PYONGYANG, North Korea
North Korean leader, Kim Jong Un, has fired his top general amid a shakeup of the country’s military leadership and wants his army to “gird for a war,” state media reported Thursday.
General Pak Su Il was dismissed
as chief of the General Staff and Vice Marshal Ri Yong Gil was appointed in his
place, according to the state-run Korean Central News Agency (KCNA).
Other “leading commanding
officers” were dismissed, transferred or appointed during a meeting of the
Central Military Commission on Wednesday, KCNA reported, without going into
details.
North Korea regularly revamps
its military leadership. Some military leaders later reemerge in different
positions, while others disappear from public view.
And the career of the new top
general Ri – who assumed the No. 2 job in the North Korean military hierarchy
as recently as December 31 – reflected that, analysts said.
“Ri Yong Gil is a longstanding
member of North Korea’s military elite, who before making it to the top,
experienced ups and downs during his career. Seven years ago, he was even
rumored to have been executed after a personnel reshuffle,” said Leif-Eric Easley,
professor of international studies at Ewha Womans University in Seoul.
Cheong Seong-chang, a senior
analyst at the Sejong Institute private think tank near Seoul, said there may
be a range of reasons behind Kim’s military reshuffle and it was not necessarily
punitive.
“Since Kim Jong Un has
frequently promoted, demoted, and dismissed executives according to their
ability to perform duties, dismissal of executives may be holding them
accountable, but it is inappropriate to consider them as punishment,” Cheong
said.
Easley said the North Korean
leader may simply be trying to ensure that no one below him becomes too
powerful.
“Kim Jong Un frequently
rotates leadership posts below him to prevent the emergence in North Korea of
anyone like [Wagner Group founder] Yevgeny Prigozhin, who challenged Russian
President Vladimir Putin’s authority after amassing personal control of
financial assets and loyalty among armed forces,” Easley said.
The shake-up of the military
leadership was mentioned only near the end of the KCNA report, which focused
more on what it said was the “important issue of making the army more
thoroughly gird for a war given the grave political and military situation
prevailing in the Korean Peninsula.”
South Korea and its chief
ally, the United States, were not mentioned by name in the report.
However, it appeared to refer
to them obliquely, saying the meeting “analyzed the military moves of the chief
culprits of deteriorated situation” on the peninsula.
“Making full war preparations”
was the top agenda item for the meeting, the KCNA report said.
“The present situation, in
which the hostile forces are getting ever more undisguised in their reckless
military confrontation with the DPRK, [Democratic People’s Republic of Korea]
requires the latter’s army to have more positive, proactive and overwhelming
will and thoroughgoing and perfect military readiness for a war,” it said.
North Korea has ramped up its
military rhetoric this summer, threatening to shoot down US reconnaissance
planes and retaliate for the port call of a US nuclear-capable ballistic
missile submarine to South Korea for the first time in four decades.
Pyongyang has also showcased
its advances in ballistic missile technology, last month testing what it said was
a Hwasong-18 intercontinental ballistic missile (ICBM) with a flight time that
suggests it has the ability to strike the US mainland.
That weapon was among a slew
of others shown off at what North Korea called its “Victory Day” parade last
month, a commemoration of the armistice that ended the fighting in the Korean
War 70 years ago.
Technically, the two Koreas
remain at war as no formal peace treaty was ever signed.
At Wednesday’s meeting in
Pyongyang, Kim signed orders for war drills involving the country’s newest
weapons.
Kim late last week toured arms
and munitions factories and gave “important directions” regarding
“capacity-building for the serial production of new ammunition,” a KCNA report
said.
Amid the tension on the
peninsula, South Korea announced this month it would hold a nationwide civil
defense drill on August 23.
Most of the country’s 51
million residents are expected to practice evacuating to shelters or
underground safe spaces during the 20-minute exercise, which Seoul says is in
response to “provocations” from Pyongyang.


> [Brief] In the answer, each line of the listing should appear again unchanged.

> [Entries provided]
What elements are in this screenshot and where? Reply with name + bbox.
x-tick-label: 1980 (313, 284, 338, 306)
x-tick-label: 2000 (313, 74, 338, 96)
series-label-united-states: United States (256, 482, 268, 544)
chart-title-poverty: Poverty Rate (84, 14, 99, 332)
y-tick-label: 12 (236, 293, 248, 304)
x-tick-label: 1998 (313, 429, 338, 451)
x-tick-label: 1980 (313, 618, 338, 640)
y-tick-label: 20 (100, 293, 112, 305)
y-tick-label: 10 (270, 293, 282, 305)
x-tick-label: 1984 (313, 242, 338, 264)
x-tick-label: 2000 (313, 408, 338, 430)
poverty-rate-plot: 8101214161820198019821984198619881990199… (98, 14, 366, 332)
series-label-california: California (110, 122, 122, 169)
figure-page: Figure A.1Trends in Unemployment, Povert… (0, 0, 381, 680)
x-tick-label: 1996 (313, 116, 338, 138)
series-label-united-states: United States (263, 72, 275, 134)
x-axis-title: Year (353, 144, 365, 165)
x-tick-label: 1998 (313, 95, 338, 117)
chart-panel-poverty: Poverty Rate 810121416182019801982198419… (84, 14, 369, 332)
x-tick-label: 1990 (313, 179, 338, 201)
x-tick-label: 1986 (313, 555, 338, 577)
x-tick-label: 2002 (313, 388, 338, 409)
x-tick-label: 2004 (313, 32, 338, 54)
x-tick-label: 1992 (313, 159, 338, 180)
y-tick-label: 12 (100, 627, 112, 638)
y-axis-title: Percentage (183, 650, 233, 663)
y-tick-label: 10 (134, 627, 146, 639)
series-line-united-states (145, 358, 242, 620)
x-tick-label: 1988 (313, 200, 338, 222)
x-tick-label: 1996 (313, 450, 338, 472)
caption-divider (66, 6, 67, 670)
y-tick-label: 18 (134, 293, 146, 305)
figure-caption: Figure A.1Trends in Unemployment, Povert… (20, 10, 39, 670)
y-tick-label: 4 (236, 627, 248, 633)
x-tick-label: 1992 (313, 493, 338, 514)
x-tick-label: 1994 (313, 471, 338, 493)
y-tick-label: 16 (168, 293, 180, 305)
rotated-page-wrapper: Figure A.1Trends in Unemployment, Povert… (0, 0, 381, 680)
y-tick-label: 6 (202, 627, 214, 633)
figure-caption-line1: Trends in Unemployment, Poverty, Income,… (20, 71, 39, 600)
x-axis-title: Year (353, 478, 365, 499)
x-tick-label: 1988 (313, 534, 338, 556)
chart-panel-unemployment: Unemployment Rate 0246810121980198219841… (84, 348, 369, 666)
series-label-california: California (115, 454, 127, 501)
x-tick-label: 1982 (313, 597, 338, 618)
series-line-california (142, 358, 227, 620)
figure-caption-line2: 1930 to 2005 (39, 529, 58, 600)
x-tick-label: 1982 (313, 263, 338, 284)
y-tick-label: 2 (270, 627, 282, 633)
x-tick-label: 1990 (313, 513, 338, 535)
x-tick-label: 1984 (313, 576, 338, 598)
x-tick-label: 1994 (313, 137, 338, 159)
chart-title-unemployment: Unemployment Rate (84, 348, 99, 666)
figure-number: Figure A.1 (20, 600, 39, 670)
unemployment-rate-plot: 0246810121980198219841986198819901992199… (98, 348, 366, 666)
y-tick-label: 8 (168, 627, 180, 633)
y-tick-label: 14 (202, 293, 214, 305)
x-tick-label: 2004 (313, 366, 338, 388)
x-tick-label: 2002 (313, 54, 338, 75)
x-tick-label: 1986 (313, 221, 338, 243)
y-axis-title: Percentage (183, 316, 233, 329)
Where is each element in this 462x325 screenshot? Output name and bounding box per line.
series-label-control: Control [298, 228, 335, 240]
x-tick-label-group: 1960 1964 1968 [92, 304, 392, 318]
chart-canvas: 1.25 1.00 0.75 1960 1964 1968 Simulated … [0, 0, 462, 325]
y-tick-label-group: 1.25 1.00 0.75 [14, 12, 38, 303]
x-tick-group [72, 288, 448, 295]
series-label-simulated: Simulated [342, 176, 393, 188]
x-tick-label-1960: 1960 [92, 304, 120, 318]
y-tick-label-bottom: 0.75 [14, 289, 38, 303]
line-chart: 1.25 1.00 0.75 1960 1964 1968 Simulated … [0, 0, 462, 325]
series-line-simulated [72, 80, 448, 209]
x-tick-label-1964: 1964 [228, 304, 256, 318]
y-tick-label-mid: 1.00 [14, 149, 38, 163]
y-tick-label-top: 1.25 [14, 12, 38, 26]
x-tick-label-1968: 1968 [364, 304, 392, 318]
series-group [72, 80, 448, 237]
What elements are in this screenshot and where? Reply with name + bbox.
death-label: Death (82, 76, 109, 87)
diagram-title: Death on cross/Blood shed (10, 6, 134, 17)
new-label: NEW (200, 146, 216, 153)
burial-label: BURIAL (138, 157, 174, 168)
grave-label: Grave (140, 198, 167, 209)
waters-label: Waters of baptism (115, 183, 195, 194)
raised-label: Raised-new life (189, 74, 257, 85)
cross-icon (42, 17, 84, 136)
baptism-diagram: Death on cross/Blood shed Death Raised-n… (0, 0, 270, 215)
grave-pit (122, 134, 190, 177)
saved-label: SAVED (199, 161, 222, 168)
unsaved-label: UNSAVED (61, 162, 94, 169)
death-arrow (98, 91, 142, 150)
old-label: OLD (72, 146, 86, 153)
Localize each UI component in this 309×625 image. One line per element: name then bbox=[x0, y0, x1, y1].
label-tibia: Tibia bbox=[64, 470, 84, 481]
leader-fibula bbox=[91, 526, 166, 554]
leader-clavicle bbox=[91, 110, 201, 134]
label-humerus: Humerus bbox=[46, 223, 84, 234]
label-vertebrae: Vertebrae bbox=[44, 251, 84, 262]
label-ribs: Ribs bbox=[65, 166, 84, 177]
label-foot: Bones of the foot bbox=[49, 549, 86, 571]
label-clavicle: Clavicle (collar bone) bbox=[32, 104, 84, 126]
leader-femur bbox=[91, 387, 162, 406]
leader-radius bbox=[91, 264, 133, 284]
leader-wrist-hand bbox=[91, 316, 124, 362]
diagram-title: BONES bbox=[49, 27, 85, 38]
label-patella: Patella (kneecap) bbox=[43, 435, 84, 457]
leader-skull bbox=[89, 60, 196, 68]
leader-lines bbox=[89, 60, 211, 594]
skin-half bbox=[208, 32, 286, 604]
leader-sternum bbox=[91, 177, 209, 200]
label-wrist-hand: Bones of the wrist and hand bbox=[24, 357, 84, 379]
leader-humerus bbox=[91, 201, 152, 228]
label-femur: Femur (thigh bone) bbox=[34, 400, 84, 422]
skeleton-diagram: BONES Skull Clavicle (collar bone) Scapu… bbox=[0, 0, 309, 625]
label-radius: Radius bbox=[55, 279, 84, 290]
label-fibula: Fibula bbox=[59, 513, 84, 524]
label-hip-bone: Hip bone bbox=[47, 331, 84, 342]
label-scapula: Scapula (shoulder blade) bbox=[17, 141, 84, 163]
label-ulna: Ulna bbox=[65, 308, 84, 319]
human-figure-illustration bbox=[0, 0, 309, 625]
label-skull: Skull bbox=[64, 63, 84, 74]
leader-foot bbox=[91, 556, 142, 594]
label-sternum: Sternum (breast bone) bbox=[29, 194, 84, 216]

> [Answer for the task]
What elements are in this screenshot and where? Reply with name + bbox.
x-tick-label: 1980 (313, 284, 338, 306)
x-tick-label: 2000 (313, 74, 338, 96)
series-label-united-states: United States (256, 482, 268, 544)
chart-title-poverty: Poverty Rate (84, 14, 99, 332)
y-tick-label: 12 (236, 293, 248, 304)
x-tick-label: 1998 (313, 429, 338, 451)
x-tick-label: 1980 (313, 618, 338, 640)
y-tick-label: 20 (100, 293, 112, 305)
y-tick-label: 10 (270, 293, 282, 305)
x-tick-label: 1984 (313, 242, 338, 264)
x-tick-label: 2000 (313, 408, 338, 430)
poverty-rate-plot: 8101214161820198019821984198619881990199… (98, 14, 366, 332)
series-label-california: California (110, 122, 122, 169)
figure-page: Figure A.1Trends in Unemployment, Povert… (0, 0, 381, 680)
x-tick-label: 1996 (313, 116, 338, 138)
series-label-united-states: United States (263, 72, 275, 134)
x-axis-title: Year (353, 144, 365, 165)
x-tick-label: 1998 (313, 95, 338, 117)
chart-panel-poverty: Poverty Rate 810121416182019801982198419… (84, 14, 369, 332)
x-tick-label: 1990 (313, 179, 338, 201)
x-tick-label: 1986 (313, 555, 338, 577)
x-tick-label: 2002 (313, 388, 338, 409)
x-tick-label: 2004 (313, 32, 338, 54)
x-tick-label: 1992 (313, 159, 338, 180)
y-tick-label: 12 (100, 627, 112, 638)
y-axis-title: Percentage (183, 650, 233, 663)
y-tick-label: 10 (134, 627, 146, 639)
series-line-united-states (145, 358, 242, 620)
x-tick-label: 1988 (313, 200, 338, 222)
x-tick-label: 1996 (313, 450, 338, 472)
caption-divider (66, 6, 67, 670)
y-tick-label: 18 (134, 293, 146, 305)
figure-caption: Figure A.1Trends in Unemployment, Povert… (20, 10, 39, 670)
y-tick-label: 4 (236, 627, 248, 633)
x-tick-label: 1992 (313, 493, 338, 514)
x-tick-label: 1994 (313, 471, 338, 493)
y-tick-label: 16 (168, 293, 180, 305)
rotated-page-wrapper: Figure A.1Trends in Unemployment, Povert… (0, 0, 381, 680)
y-tick-label: 6 (202, 627, 214, 633)
figure-caption-line1: Trends in Unemployment, Poverty, Income,… (20, 71, 39, 600)
x-axis-title: Year (353, 478, 365, 499)
x-tick-label: 1988 (313, 534, 338, 556)
chart-panel-unemployment: Unemployment Rate 0246810121980198219841… (84, 348, 369, 666)
series-label-california: California (115, 454, 127, 501)
x-tick-label: 1982 (313, 597, 338, 618)
series-line-california (142, 358, 227, 620)
figure-caption-line2: 1930 to 2005 (39, 529, 58, 600)
x-tick-label: 1982 (313, 263, 338, 284)
y-tick-label: 2 (270, 627, 282, 633)
x-tick-label: 1990 (313, 513, 338, 535)
x-tick-label: 1984 (313, 576, 338, 598)
x-tick-label: 1994 (313, 137, 338, 159)
chart-title-unemployment: Unemployment Rate (84, 348, 99, 666)
figure-number: Figure A.1 (20, 600, 39, 670)
unemployment-rate-plot: 0246810121980198219841986198819901992199… (98, 348, 366, 666)
y-tick-label: 8 (168, 627, 180, 633)
y-tick-label: 14 (202, 293, 214, 305)
x-tick-label: 2004 (313, 366, 338, 388)
x-tick-label: 2002 (313, 54, 338, 75)
x-tick-label: 1986 (313, 221, 338, 243)
y-axis-title: Percentage (183, 316, 233, 329)
Where is each element in this 462x325 screenshot? Output name and bounding box per line.
series-label-control: Control [298, 228, 335, 240]
x-tick-label-group: 1960 1964 1968 [92, 304, 392, 318]
chart-canvas: 1.25 1.00 0.75 1960 1964 1968 Simulated … [0, 0, 462, 325]
y-tick-label-group: 1.25 1.00 0.75 [14, 12, 38, 303]
x-tick-group [72, 288, 448, 295]
series-label-simulated: Simulated [342, 176, 393, 188]
x-tick-label-1960: 1960 [92, 304, 120, 318]
y-tick-label-bottom: 0.75 [14, 289, 38, 303]
line-chart: 1.25 1.00 0.75 1960 1964 1968 Simulated … [0, 0, 462, 325]
series-line-simulated [72, 80, 448, 209]
x-tick-label-1964: 1964 [228, 304, 256, 318]
y-tick-label-mid: 1.00 [14, 149, 38, 163]
y-tick-label-top: 1.25 [14, 12, 38, 26]
x-tick-label-1968: 1968 [364, 304, 392, 318]
series-group [72, 80, 448, 237]
What elements are in this screenshot and where? Reply with name + bbox.
death-label: Death (82, 76, 109, 87)
diagram-title: Death on cross/Blood shed (10, 6, 134, 17)
new-label: NEW (200, 146, 216, 153)
burial-label: BURIAL (138, 157, 174, 168)
grave-label: Grave (140, 198, 167, 209)
waters-label: Waters of baptism (115, 183, 195, 194)
raised-label: Raised-new life (189, 74, 257, 85)
cross-icon (42, 17, 84, 136)
baptism-diagram: Death on cross/Blood shed Death Raised-n… (0, 0, 270, 215)
grave-pit (122, 134, 190, 177)
saved-label: SAVED (199, 161, 222, 168)
unsaved-label: UNSAVED (61, 162, 94, 169)
death-arrow (98, 91, 142, 150)
old-label: OLD (72, 146, 86, 153)
Localize each UI component in this 309×625 image. One line per element: name then bbox=[x0, y0, x1, y1].
label-tibia: Tibia bbox=[64, 470, 84, 481]
leader-fibula bbox=[91, 526, 166, 554]
leader-clavicle bbox=[91, 110, 201, 134]
label-humerus: Humerus bbox=[46, 223, 84, 234]
label-vertebrae: Vertebrae bbox=[44, 251, 84, 262]
label-ribs: Ribs bbox=[65, 166, 84, 177]
label-foot: Bones of the foot bbox=[49, 549, 86, 571]
label-clavicle: Clavicle (collar bone) bbox=[32, 104, 84, 126]
leader-femur bbox=[91, 387, 162, 406]
leader-radius bbox=[91, 264, 133, 284]
leader-wrist-hand bbox=[91, 316, 124, 362]
diagram-title: BONES bbox=[49, 27, 85, 38]
label-patella: Patella (kneecap) bbox=[43, 435, 84, 457]
leader-skull bbox=[89, 60, 196, 68]
leader-lines bbox=[89, 60, 211, 594]
skin-half bbox=[208, 32, 286, 604]
leader-sternum bbox=[91, 177, 209, 200]
label-wrist-hand: Bones of the wrist and hand bbox=[24, 357, 84, 379]
leader-humerus bbox=[91, 201, 152, 228]
label-femur: Femur (thigh bone) bbox=[34, 400, 84, 422]
skeleton-diagram: BONES Skull Clavicle (collar bone) Scapu… bbox=[0, 0, 309, 625]
label-radius: Radius bbox=[55, 279, 84, 290]
label-fibula: Fibula bbox=[59, 513, 84, 524]
label-hip-bone: Hip bone bbox=[47, 331, 84, 342]
label-scapula: Scapula (shoulder blade) bbox=[17, 141, 84, 163]
label-ulna: Ulna bbox=[65, 308, 84, 319]
human-figure-illustration bbox=[0, 0, 309, 625]
label-skull: Skull bbox=[64, 63, 84, 74]
leader-foot bbox=[91, 556, 142, 594]
label-sternum: Sternum (breast bone) bbox=[29, 194, 84, 216]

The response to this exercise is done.